Vancouver Sun

RCMP FINED $550,000 IN DEATHS OF THREE MONCTON MOUNTIES.

- KEVIN BISSETT

MONCTON, N.B. • The RCMP has been ordered to pay $550,000 for failing to properly arm and train its members in a shooting rampage four years ago that left three New Brunswick Mounties dead and two injured.

Judge Leslie Jackson handed down the sentence to a packed courtroom in Moncton on Friday that included Acting RCMP Commission­er Daniel Dubeau.

The judge issued a clear rebuke to the force’s leadership for not acting sooner in making sure frontline members were equipped with high-powered rifles that could have made a difference in the lethal incident in 2014.

“While the failure of most of the senior RCMP management team to acknowledg­e that there was any delay in the patrol carbine rollout is troublesom­e in regard to their apparent lack of insight into the importance of workplace safety, the response post-incident has been robust,” Jackson said.

“It is clear to me, and accepted by both parties, that the provision of carbines to responding members on June 4, 2014, could have reduced the number of deaths and/or injuries.”

Jackson fined the national force $100,000, along with $450,000 in charitable donations for scholarshi­ps at the Université de Moncton, an education fund for the children of the fallen officers and two agencies that assist families of people injured in workplace accidents. But, he said no sentence would deal with the families’ grief.

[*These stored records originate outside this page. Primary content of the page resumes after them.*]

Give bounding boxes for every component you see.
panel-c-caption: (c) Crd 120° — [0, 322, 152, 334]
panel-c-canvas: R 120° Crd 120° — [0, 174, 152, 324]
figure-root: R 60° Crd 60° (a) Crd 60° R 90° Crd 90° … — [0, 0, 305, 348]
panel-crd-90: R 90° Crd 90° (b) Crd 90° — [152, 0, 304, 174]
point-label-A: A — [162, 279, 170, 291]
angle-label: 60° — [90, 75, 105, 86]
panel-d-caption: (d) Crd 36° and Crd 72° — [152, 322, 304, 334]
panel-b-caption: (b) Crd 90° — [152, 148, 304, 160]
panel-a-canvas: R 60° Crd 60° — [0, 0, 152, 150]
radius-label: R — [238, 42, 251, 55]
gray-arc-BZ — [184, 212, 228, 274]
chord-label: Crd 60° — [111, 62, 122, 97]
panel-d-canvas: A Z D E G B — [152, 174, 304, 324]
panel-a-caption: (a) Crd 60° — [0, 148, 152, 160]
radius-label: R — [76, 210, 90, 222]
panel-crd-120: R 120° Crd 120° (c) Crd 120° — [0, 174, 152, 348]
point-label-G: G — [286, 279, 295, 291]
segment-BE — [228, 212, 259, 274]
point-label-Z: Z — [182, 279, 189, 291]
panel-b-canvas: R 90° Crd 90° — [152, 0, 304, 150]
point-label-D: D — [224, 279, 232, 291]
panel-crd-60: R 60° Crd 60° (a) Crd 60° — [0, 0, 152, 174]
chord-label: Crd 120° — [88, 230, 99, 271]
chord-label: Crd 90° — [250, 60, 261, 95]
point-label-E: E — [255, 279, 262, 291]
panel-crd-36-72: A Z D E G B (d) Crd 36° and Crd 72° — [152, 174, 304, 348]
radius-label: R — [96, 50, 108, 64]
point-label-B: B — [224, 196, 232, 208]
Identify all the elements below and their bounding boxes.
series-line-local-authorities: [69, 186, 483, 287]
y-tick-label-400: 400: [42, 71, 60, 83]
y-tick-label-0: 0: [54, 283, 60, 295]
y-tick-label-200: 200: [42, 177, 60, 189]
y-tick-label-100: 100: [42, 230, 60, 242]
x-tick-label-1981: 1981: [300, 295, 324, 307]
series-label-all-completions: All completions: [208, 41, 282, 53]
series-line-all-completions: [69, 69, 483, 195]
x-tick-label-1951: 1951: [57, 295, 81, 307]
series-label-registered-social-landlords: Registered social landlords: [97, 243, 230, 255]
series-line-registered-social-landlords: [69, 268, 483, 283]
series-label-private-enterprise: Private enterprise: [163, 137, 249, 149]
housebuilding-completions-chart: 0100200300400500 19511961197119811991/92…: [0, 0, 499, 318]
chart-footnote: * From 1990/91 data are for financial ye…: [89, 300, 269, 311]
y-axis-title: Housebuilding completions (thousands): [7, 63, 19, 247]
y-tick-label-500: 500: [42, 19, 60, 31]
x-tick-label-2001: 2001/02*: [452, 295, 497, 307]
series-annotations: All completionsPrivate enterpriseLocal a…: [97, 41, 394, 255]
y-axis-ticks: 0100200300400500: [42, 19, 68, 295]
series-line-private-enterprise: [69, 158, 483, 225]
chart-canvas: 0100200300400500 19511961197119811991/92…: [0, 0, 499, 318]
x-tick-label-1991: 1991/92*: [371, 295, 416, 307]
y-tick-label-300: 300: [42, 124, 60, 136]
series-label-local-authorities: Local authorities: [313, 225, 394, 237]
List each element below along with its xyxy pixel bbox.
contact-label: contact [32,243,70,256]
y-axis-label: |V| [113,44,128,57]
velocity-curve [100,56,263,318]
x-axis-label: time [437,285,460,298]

Constables Doug Larche, Fabrice Gevaudan and Dave Ross were killed, and constables Eric Dubois and Darlene Goguen were injured, when gunman Justin Bourque went hunting police officers in a Moncton neighbourh­ood.

Bourque pleaded guilty and was sentenced to life in prison with no chance of parole for 75 years.

Nadine Larche said no sentence would bring back her husband Doug and the father of their three daughters, who are reminded daily of their loss as they travel through the neighbourh­ood where their father was gunned down or pass by a monument erected in the officers’ honour.

“Lives were forever changed because of people’s decisions,” she said outside the courthouse. “My family’s life has forever been changed. My three children are growing up without a daddy. No judgment will bring these men back. No judgment will ever make amends. No judgment will ever make reparation­s. No judgment will serve justice to what happened.”

The force was convicted of failing to provide its members with adequate use-offorce equipment and user training.

Carbine rifles were not available to general duty officers at the time of the Moncton shootings, and during the Labour Code trial, numerous witnesses said they could have made a difference.

The high-powered carbines were approved in 2011, but their rollout was delayed.